An Ancient Marriage
Words By Abigail Krull, Art By Hailey Renee
Many generations ago, when the world was young, the sea looked inside herself and found loneliness. Her vastness contained child after child. In her cold extremities, a seal bounced after a fish, its bead-brown eyes wide. In her temperate head, an eel slithered past toothy rocks toward its mate. In her warm, beating heart, a shark swam lazily, turning her blood into its breath. She knew only letting them feed and swim and live from within her. So many children she’d borne, yet none of them through love. The solitary ache throbbed in time with her tides.
And then the earth shifted and brushed her, caressing her waves with calloused, brown fingers.
I would like to see your children, the earth whispered. Her voice, soft and despondent, lanced at the sea’s tender heart. I am barren.
The sea grasped for the source of the voice, but she could only lap at the edges of the shore, where the rocks were silent. Who spoke? she asked the stillness.
Please, join me, the earth cried out. I have no one.
The sea strained her great depth out and out, but no matter what she did, she could not rise to greet the voice full of need.

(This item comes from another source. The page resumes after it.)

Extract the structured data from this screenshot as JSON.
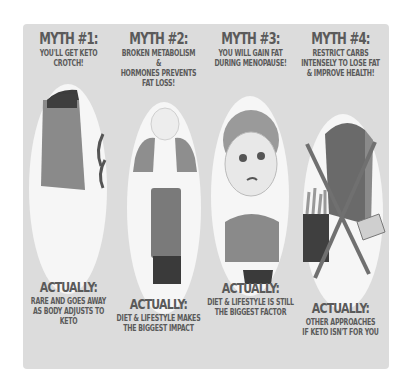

Not until she stretched upwards, and, to her disbelief and exhilaration, surged up to the sky. She saw the earth laid out below her. She saw mountains that rose towards her and valleys that pulled away, and all of it beckoned to her.
As she wept with relief at the touch of another, the earth blossomed under her. Soft moss crept up through the crevices of the dry earth, up the trunks of trees that had laid dormant. The children of the sea turned from within their mother’s womb and gaped as living things pulled themselves from the molten depths, from the caves glimmering with wetness, from the newly loamy surface of the plains. The earth shook with joy, and the sea reached for her, and touched again and again and again.